The babysitter finally does call, and Waldman asks if she can call me back. “She’s on a payphone in Vegas,” Waldman admits. “And this is the person I’m leaving my children with?” She begins to write my article for me, moving into a somber, disapproving voice: “Ayelet Waldman leaves her children with a stripper from Vegas while she goes off to spend the week with her husband at the Pierre in New York…”
While she’s enjoying her new life, she’s still a bit ambivalent about the trips, the travel. She can joke, but the joke reveals an anxiety that’s familiar to most mothers. “We all think we’re bad mothers,” Waldman says. “I know I do.” Over a year ago, she says, her then eight-year-old daughter Sophie dropped the baby, Rosie, on her head, fracturing her skull. Rosie is now fine, but Waldman recalls telling the story at a reading: “A woman comes up to me afterwards and says, ‘Ninety-eight percent of men in prison had serious falls as children — you have to get her cranio-therapy…’ And I think, she’s going to jail, she’s going to be a violent criminal, this is what I did. I take responsibility for the bad stuff. The good stuff, I think is just them, but I’m responsible for the bad stuff.”

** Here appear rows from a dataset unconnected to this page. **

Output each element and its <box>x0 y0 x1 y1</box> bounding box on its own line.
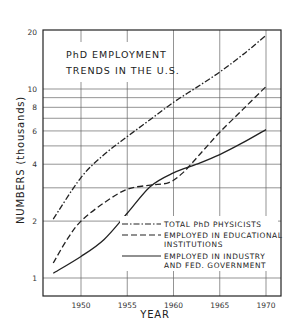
legend-label-total: TOTAL PhD PHYSICISTS <box>163 220 262 229</box>
legend-label-industry-1: EMPLOYED IN INDUSTRY <box>164 252 265 261</box>
y-tick-label: 6 <box>32 127 37 136</box>
y-tick-label: 20 <box>27 28 37 37</box>
y-tick-labels: 124681020 <box>27 28 37 283</box>
y-axis-label: NUMBERS (thousands) <box>15 96 26 224</box>
x-axis-label: YEAR <box>139 309 169 320</box>
y-tick-label: 8 <box>32 103 37 112</box>
chart: 124681020 19501955196019651970 PhD EMPLO… <box>0 0 297 327</box>
legend-label-industry-2: AND FED. GOVERNMENT <box>164 261 266 270</box>
legend-label-educational-1: EMPLOYED IN EDUCATIONAL <box>164 231 283 240</box>
x-tick-label: 1950 <box>71 301 90 310</box>
y-tick-label: 1 <box>32 274 37 283</box>
y-tick-label: 4 <box>32 160 37 169</box>
x-tick-label: 1955 <box>118 301 137 310</box>
title-line-1: PhD EMPLOYMENT <box>66 49 167 60</box>
x-tick-label: 1965 <box>210 301 229 310</box>
title-line-2: TRENDS IN THE U.S. <box>65 65 180 76</box>
chart-title: PhD EMPLOYMENT TRENDS IN THE U.S. <box>63 42 180 82</box>
legend: TOTAL PhD PHYSICISTS EMPLOYED IN EDUCATI… <box>120 216 283 271</box>
y-tick-label: 10 <box>27 85 37 94</box>
x-tick-labels: 19501955196019651970 <box>71 301 275 310</box>
legend-label-educational-2: INSTITUTIONS <box>164 240 223 249</box>
y-tick-label: 2 <box>32 217 37 226</box>
x-tick-label: 1970 <box>256 301 275 310</box>
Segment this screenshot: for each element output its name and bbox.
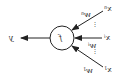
input-label-xi: xi <box>104 34 110 42</box>
input-label-xn: xn <box>104 5 112 13</box>
ellipsis-lower: ⋮ <box>92 49 95 52</box>
weight-label-w1: w1 <box>83 67 93 75</box>
output-label-y: y <box>9 34 14 42</box>
ellipsis-upper: ⋮ <box>92 22 95 25</box>
node-label-f: f <box>59 34 62 42</box>
activation-node <box>50 26 74 50</box>
input-label-x1: x1 <box>104 66 112 74</box>
weight-label-wn: wn <box>81 11 91 19</box>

I suggest to her that the books express this, with their depictions of the failures of parenting. She agrees: “My fiction is all about being a bad mother. Even this new novel (Daughter’s Keeper) is a bad mother, though it’s more redemptive in the end.” She explains that “I started to write a searing indictment of war on drugs — a thing that I care a lot about — and ended up writing a mother-daughter story, which goes to show that’s all I care about really. It’s a mother-daughter story against the backdrop of war on drugs.”

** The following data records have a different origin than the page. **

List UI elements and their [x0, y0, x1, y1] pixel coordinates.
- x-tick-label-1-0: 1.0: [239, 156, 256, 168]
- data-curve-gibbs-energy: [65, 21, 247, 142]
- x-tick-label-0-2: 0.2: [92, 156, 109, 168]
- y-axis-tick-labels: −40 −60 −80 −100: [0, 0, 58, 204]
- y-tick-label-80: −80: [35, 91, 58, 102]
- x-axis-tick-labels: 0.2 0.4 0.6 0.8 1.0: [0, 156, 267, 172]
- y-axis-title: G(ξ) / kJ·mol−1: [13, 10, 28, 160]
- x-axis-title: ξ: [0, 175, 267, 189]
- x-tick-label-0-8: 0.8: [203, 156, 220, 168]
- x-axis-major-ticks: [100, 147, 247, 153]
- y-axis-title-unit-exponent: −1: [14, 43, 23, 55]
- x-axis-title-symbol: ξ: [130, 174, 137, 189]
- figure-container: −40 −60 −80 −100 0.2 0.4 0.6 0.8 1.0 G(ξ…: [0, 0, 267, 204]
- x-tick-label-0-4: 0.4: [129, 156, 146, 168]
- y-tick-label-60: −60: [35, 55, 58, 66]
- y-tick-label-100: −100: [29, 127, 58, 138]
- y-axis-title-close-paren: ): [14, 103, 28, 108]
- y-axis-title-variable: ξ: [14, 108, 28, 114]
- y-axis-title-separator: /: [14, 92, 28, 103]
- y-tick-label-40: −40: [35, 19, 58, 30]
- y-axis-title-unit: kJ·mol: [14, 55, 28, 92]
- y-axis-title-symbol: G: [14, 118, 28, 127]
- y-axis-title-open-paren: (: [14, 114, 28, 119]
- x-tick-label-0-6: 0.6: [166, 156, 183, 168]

“You think I’m working something out?” Waldman asks wryly. Perhaps. But more importantly for her readers, she’s teasing out maybe the biggest issue for mothers of our time. It seems to me that she’s asking: “How do I best care for my children and for myself? Are my needs at odds with theirs, or can we both develop fully, together?” These questions, implicit in the Mommy Track mysteries, come front and center in Daughter’s Keeper. Towards the end of the novel, a central character reflects that “she had withheld herself … as if mothering were itself a kind of mandatory minimum sentence, as if there were some minimum amount of love you were required to give your child, some minimum responsibility you were obliged to assume….She had never understood, until now, the fundamental truth: that the sentence of motherhood had no limit. There was no cap.” In Daughter’s Keeper, the female characters seem to know intuitively that learning how to mother is a central task. It’s obviously been one for Waldman herself, testing the limits of love as she and Chabon parent their four children.
A version of this profile appeared in Brain, Child: The Magazine for Thinking Mothers, Spring 2003, and has been updated for publication here.